Operation True Promise 4 and the Brutal Reality of Iran’s 37th Wave

Operation True Promise 4 and the Brutal Reality of Iran’s 37th Wave

The Islamic Revolutionary Guard Corps (IRGC) just launched what it describes as the 37th wave of strikes against Israel and United States interests in the region. This is not the measured, symbolic "telegraphed" retaliation of years past. Since the February 28 initiation of Operation Epic Fury—the joint U.S.-Israeli campaign that successfully targeted Supreme Leader Ali Khamenei—the rules of engagement have been shredded. We are no longer watching a shadow war. We are watching a high-velocity attrition of ballistic inventories and defensive interceptors that has brought the Middle East to a breaking point.

This latest 300-missile barrage, dubbed part of Operation True Promise 4, targeted the U.S. Navy’s Fifth Fleet in Bahrain, strategic military centers in Be’er Ya’akov, and the urban core of Tel Aviv. While the IRGC boasts of using "heavy missiles" like the Khorramshahr-4 and the Kheibar Shekan, the real story isn't the size of the rockets. It is the tactical desperation hidden behind the propaganda.

The Cluster Munition Shift

For the first time in this escalation, the Israel Defense Forces (IDF) reported that nearly half of the ballistic missiles launched on Tuesday carried cluster bomb warheads. This is a significant pivot. By utilizing sub-munitions that scatter dozens of smaller explosives over a 10-kilometer radius, Tehran is attempting to overwhelm the "Arrow" and "David's Sling" interceptor systems.

Intercepting a single warhead is a solved problem for Israeli tech. Intercepting a cloud of sub-munitions is a mathematical nightmare. It signals that Iran has realized its precision-strike capability is being degraded by U.S.-Israeli "left-of-launch" operations—strikes that hit missiles while they are still being fueled on their Transporter Erector Launchers (TELs). Cluster warheads are the IRGC's answer to declining accuracy; they don't need a direct hit if they can turn a square kilometer of a military base into a minefield.

The Intelligence Paranoia Loop

The effectiveness of the initial February 28 strikes revealed a catastrophic failure in Iranian counter-intelligence. To lose the Supreme Leader and dozens of high-ranking officials in a 12-hour window suggests the IRGC's inner sanctum is compromised. This has created a "paranoia loop" within the Iranian security apparatus.

As the IDF eliminates commanders like Hassan Salameh of Hezbollah’s Nassar Unit, the IRGC is lashing out with these "waves" to prove to its own domestic audience that it still maintains command and control. However, the 37th wave highlights a fracturing strategy. While the IRGC claims strikes on Erbil and Bahrain, the actual impact remains disproportionately low compared to the volume of fire. A single missile landing in an open area near Beit Shemesh, despite 300 launches, tells a story of a sophisticated defense network that is holding—for now.

The Energy Chokepoint

The 37th wave is as much about oil as it is about ideology. By targeting the periphery of the Strait of Hormuz and regional energy hubs, Iran is attempting to force a global economic intervention. With the Leviathan gas field temporarily shuttered and production halted in Iraqi Kurdistan, the IRGC is betting that the West’s stomach for $150-a-barrel oil is weaker than Tehran’s stomach for regime-threatening airstrikes.

The United States has responded by destroying 16 Iranian mine-laying vessels near the Strait. This is the "hyperwar" in practice: autonomous systems, MQ-9 Reapers over Tehran, and real-time electronic warfare suites operating at a cadence that traditional diplomacy cannot match.

The Human and Political Cost

The internal legitimacy of the Iranian regime is at its lowest point in decades. While the IRGC focuses on the 37th wave, the Iranian police chief has begun labeling domestic protesters as "enemies." The regime is fighting two wars: one against a technologically superior external alliance and another against a population that sees the current devastation as a direct result of the government's regional overreach.

The U.S. and Israel have set no timeline for the conclusion of these strikes. The objective has shifted from "containment" to the active "degradation" of the Iranian ballistic and nuclear programs. Each IRGC "wave" serves as a justification for the next round of Operation Epic Fury, creating a cycle where the Iranian military is effectively de-arming itself one failed barrage at a time.

Would you like me to analyze the specific telemetry data of the Khorramshahr-4 to see how it compares to the intercept capabilities of the current Aegis Ashore deployments in the region?

LY

Lily Young

With a passion for uncovering the truth, Lily Young has spent years reporting on complex issues across business, technology, and global affairs.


## WHAT IS BEING ASKED:
Given the records below, pull every line with the word "Perda" into the answer.

Data entries for graphics:
____________

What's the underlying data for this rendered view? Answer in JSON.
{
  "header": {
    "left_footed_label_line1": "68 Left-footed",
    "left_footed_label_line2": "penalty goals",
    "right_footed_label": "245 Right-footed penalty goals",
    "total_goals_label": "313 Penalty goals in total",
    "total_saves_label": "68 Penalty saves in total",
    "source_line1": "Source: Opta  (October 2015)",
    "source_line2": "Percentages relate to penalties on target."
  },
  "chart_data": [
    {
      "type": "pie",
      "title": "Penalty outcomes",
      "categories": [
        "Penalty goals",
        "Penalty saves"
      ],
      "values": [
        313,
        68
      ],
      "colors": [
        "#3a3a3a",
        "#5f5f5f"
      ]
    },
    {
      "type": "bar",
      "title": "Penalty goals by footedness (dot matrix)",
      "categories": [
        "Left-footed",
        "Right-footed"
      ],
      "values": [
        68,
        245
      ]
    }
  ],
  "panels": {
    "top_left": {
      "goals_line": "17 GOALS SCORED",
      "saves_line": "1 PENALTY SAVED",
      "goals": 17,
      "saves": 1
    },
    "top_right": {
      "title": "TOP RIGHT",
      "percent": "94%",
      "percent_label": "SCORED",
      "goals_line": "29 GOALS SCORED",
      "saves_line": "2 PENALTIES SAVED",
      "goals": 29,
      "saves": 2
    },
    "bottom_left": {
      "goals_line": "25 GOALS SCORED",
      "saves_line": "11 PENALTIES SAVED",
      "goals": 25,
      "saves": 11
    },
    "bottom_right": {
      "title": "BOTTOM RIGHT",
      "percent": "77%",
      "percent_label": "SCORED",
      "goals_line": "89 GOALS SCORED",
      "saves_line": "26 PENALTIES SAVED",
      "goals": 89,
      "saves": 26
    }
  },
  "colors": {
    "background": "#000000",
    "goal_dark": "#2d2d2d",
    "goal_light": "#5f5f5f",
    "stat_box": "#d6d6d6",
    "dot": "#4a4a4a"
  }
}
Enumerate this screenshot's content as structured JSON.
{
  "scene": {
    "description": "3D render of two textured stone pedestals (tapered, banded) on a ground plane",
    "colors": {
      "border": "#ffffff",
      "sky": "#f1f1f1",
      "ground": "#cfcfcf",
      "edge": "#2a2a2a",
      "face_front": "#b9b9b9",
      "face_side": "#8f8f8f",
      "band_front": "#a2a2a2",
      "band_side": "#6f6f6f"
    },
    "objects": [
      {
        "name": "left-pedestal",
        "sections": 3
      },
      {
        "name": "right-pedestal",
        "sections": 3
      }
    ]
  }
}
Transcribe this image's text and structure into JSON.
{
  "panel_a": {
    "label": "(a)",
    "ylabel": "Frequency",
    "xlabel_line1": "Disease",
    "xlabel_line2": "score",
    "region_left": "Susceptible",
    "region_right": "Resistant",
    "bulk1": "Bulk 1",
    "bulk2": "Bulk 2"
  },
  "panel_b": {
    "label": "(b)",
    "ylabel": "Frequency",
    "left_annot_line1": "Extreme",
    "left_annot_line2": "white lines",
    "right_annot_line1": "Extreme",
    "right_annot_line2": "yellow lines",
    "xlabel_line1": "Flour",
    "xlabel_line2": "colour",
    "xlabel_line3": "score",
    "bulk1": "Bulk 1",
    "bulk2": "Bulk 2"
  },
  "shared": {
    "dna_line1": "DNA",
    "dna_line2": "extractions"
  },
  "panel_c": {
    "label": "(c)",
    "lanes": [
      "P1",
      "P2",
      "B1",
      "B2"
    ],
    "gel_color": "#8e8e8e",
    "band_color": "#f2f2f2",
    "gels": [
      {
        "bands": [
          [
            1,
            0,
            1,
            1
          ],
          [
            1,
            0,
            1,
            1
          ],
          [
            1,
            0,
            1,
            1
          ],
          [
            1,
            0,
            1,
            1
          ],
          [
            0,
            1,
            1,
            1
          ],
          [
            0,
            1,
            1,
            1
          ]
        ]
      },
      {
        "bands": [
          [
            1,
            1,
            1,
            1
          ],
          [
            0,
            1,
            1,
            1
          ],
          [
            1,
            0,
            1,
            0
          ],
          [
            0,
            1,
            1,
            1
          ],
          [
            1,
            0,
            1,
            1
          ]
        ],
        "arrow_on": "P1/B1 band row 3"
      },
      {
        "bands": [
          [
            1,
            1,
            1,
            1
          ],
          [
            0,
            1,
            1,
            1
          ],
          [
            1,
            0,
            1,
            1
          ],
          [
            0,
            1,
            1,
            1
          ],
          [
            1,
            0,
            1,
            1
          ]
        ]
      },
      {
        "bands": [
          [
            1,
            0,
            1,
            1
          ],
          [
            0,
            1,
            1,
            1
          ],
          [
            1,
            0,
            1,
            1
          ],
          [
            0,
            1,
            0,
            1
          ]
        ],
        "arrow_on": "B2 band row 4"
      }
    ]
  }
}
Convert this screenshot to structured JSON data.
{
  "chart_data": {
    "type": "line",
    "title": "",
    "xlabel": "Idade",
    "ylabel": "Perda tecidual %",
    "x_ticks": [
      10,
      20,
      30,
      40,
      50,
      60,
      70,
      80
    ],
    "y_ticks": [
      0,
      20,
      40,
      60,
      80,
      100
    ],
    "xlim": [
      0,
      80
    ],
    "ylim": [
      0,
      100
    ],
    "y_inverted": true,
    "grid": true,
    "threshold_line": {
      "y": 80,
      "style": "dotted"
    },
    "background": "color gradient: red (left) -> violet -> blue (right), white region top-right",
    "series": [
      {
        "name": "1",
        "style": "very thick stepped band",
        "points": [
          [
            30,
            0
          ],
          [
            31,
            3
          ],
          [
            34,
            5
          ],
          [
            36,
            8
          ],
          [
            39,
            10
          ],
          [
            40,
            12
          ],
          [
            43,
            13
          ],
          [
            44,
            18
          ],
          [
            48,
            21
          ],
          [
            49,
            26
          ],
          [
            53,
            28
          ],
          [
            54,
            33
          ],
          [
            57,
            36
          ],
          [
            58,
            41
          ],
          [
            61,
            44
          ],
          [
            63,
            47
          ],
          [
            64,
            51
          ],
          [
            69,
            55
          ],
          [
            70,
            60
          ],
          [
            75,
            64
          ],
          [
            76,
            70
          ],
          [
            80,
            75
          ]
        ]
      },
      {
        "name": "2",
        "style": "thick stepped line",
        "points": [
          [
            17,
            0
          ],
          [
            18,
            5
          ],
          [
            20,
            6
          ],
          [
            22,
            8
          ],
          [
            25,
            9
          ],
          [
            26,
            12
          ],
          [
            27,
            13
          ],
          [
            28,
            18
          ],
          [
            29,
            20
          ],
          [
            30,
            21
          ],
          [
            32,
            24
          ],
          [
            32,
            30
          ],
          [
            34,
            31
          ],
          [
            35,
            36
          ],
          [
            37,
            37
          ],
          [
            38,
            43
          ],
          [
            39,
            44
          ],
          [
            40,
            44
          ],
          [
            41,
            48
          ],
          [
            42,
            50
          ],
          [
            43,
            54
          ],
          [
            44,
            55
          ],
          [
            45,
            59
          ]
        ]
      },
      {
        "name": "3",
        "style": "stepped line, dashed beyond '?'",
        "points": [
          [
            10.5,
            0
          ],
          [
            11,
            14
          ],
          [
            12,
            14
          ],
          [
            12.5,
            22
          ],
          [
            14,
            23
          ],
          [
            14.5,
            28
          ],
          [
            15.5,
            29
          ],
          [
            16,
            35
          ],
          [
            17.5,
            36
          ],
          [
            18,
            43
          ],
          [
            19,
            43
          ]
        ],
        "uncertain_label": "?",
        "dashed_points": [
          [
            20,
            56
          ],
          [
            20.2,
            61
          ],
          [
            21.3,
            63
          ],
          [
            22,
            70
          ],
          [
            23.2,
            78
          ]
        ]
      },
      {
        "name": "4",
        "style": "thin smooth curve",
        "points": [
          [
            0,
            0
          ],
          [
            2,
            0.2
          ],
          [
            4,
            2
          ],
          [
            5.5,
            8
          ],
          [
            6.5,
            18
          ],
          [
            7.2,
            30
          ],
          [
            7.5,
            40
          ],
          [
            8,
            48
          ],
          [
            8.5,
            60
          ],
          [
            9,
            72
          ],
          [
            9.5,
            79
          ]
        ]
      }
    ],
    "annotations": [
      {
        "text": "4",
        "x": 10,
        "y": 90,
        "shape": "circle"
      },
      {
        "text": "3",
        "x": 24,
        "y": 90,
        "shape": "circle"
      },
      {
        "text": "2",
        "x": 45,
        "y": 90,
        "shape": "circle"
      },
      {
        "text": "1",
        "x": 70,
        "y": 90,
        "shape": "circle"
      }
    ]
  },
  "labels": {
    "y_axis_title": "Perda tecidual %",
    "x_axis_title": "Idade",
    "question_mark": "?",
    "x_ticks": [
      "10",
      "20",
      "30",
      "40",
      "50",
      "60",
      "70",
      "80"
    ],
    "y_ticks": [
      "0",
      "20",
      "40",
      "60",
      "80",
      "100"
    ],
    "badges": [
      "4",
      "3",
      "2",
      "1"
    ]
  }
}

____________

## OUTPUT FOR THIS TASK:
    "ylabel": "Perda tecidual %",
    "y_axis_title": "Perda tecidual %",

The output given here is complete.